Gartner: Poor Data Quality Dooms Many IT Projects

The research firm says inaccurate or incomplete data is a leading cause of failure in business-intelligence and CRM projects.

InformationWeek Staff, Contributor

May 14, 2004

3 Min Read

Companies routinely make decisions based on remarkably inaccurate or incomplete data, a leading cause of the failure of high-profile and high-cost IT projects such as business-intelligence and customer-relationship management deployments, research firm Gartner said.

"Most enterprises don't fathom the magnitude of the impact that data quality problems can have," said Ted Friedman, principal analyst with Gartner. According to his research, a quarter of major international companies are working with poor-quality data.

Friedman isn't talking only about corrupted data--although that can be a part of the problem--when he points to the state of data. Instead, data quality is defined by a number of components, ranging from consistency--whether the data is identical when stored in multiple locations--to accuracy and relevance. If there's data but it's not relevant to the process or project at hand, it's worthless, said Friedman.
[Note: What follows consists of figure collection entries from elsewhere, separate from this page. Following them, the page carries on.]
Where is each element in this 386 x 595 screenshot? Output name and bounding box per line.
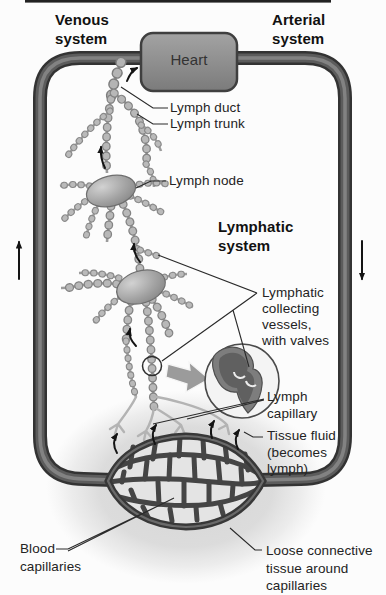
collecting-vessels-label: Lymphatic collecting vessels, with valve… (262, 285, 329, 349)
venous-system-label: Venous system (55, 10, 109, 48)
lymphatic-system-figure: Venous system Arterial system Heart Lymp… (0, 0, 386, 595)
lymph-duct-label: Lymph duct (170, 100, 240, 117)
blood-capillaries-label: Blood capillaries (20, 540, 81, 576)
lymphatic-system-heading: Lymphatic system (218, 217, 293, 255)
lymph-trunk-label: Lymph trunk (170, 116, 245, 133)
lymph-node-label: Lymph node (169, 173, 244, 190)
heart-label: Heart (141, 52, 237, 69)
lymph-capillary-label: Lymph capillary (267, 389, 317, 422)
top-edge-strip (25, 0, 331, 3)
arterial-system-label: Arterial system (272, 10, 325, 48)
tissue-fluid-label: Tissue fluid (becomes lymph) (267, 428, 336, 478)
loose-connective-label: Loose connective tissue around capillari… (266, 542, 373, 595)
capillary-bed (108, 436, 263, 527)
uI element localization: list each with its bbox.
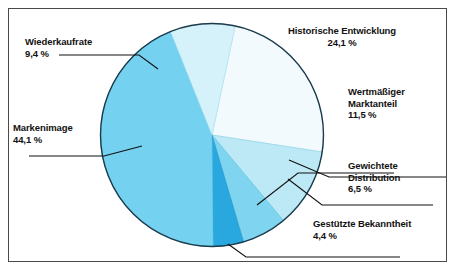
slice-label-gewichtete-distribution: Gewichtete Distribution 6,5 % — [348, 160, 400, 195]
slice-label-name-line2: Marktanteil — [348, 98, 405, 110]
slice-label-name-line1: Wertmäßiger — [348, 86, 405, 97]
slice-label-name: Historische Entwicklung — [288, 25, 396, 36]
slice-label-name-line2: Distribution — [348, 172, 400, 184]
slice-label-percent: 11,5 % — [348, 109, 405, 121]
slice-label-markenimage: Markenimage 44,1 % — [13, 122, 73, 145]
slice-label-percent: 4,4 % — [313, 230, 411, 242]
slice-label-wertmaessiger-marktanteil: Wertmäßiger Marktanteil 11,5 % — [348, 86, 405, 121]
pie-slices — [101, 24, 324, 247]
slice-label-gestuetzte-bekanntheit: Gestützte Bekanntheit 4,4 % — [313, 218, 411, 241]
slice-label-name: Gestützte Bekanntheit — [313, 218, 411, 229]
slice-label-percent: 24,1 % — [288, 37, 396, 49]
pie-chart-figure: Historische Entwicklung 24,1 % Wertmäßig… — [0, 0, 455, 273]
slice-label-name: Wiederkaufrate — [25, 36, 92, 47]
slice-label-percent: 6,5 % — [348, 183, 400, 195]
slice-label-wiederkaufrate: Wiederkaufrate 9,4 % — [25, 36, 92, 59]
slice-label-percent: 44,1 % — [13, 134, 73, 146]
slice-label-percent: 9,4 % — [25, 48, 92, 60]
slice-label-historische-entwicklung: Historische Entwicklung 24,1 % — [288, 25, 396, 48]
slice-label-name-line1: Gewichtete — [348, 160, 398, 171]
leader-line-gestuetzte-bekanntheit — [228, 244, 400, 257]
slice-label-name: Markenimage — [13, 122, 73, 133]
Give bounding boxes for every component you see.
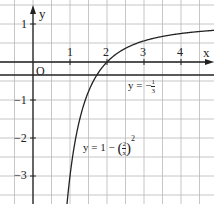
grid-lines [0, 0, 214, 204]
y-tick-label-minus-2: −2 [14, 132, 27, 144]
x-tick-label-4: 4 [177, 46, 183, 58]
y-axis-label: y [39, 7, 46, 20]
asymptote-label: y = −13 [128, 78, 155, 95]
fraction-numerator: 1 [151, 78, 155, 87]
exponent: 2 [131, 134, 135, 143]
y-tick-label-1: 1 [21, 18, 27, 30]
y-tick-label-minus-1: −1 [14, 94, 27, 106]
x-tick-label-1: 1 [67, 46, 73, 58]
asymptote-label-prefix: y = − [128, 79, 151, 91]
origin-label: O [36, 65, 45, 77]
curve-label-prefix: y = 1 − [83, 141, 117, 153]
x-axis-label: x [203, 46, 210, 59]
y-axis-arrow-icon [30, 5, 36, 14]
y-tick-label-minus-3: −3 [14, 169, 27, 181]
curve-label: y = 1 − (2x)2 [83, 135, 135, 157]
fraction-denominator: 3 [151, 87, 155, 95]
asymptote-label-fraction: 13 [151, 78, 155, 95]
x-tick-label-3: 3 [140, 46, 146, 58]
function-plot [0, 0, 214, 204]
x-tick-label-2: 2 [103, 46, 109, 58]
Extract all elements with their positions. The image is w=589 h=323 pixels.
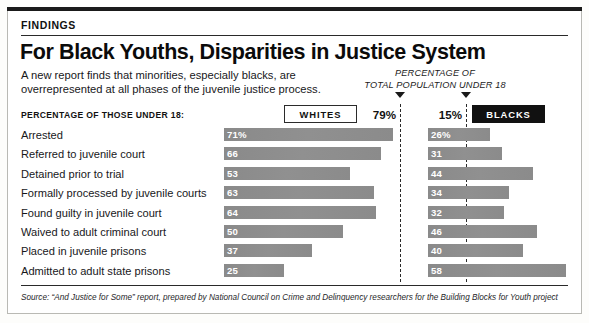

Other data problems stem from the fact that the data collected is often incomplete.

"More important is the fact that enterprises haven't done a good job of collecting all the data that they should have, or have, but it's not in sync across the enterprise," he said. Synchronization will become an even bigger issue for businesses in the near future as they struggle to integrate the enormous amounts of data gathered from RFID projects.

One of the biggest causes of poor data quality is the habit by company executives of passing along the data acquisition chore to IT, which may not have a clue as to what data actually is needed.

"None of these are new problems," Friedman said. "People have always avoided the data quality issue. It often starts when [corporate] leadership says 'We're going to do CRM,' or some other project, and tells IT to get the data. They just assume that IT knows what data to get."

Bad or incomplete data can have an enormous impact on major IT initiatives, such as business intelligence and CRM rollouts, Friedman said. Business intelligence "is the best example of the old adage, 'garbage in, garbage out,'" said Friedman. Executives who expect to make strategic decisions based on business-intelligence software using poor data will be in for a shock. "How can they have a high confidence in the decisions when the data is bad?"

Lousy data is a minefield for CRM as well. There the problem is exacerbated by the fact that these projects not only touch those inside the enterprise, but customers, too. "A company can get a very big black eye in short order if it doesn't pay attention to the quality of data," Friedman said.

Many companies are being forced to address data quality because of stricter regulations such as Sarbanes-Oxley, which has requirements that demand the data collected be relevant.

"But there isn't a silver bullet," Friedman said. "This isn't an IT problem, it's a business problem." Rolling out new technology alone won't fix things; instead, companies must change their cultures and get the business side involved in data acquisition.

"If you're only throwing technology at the problem, at best you'll only get short-term, lukewarm benefits," he said. "People, processes, and technology have to come together on this."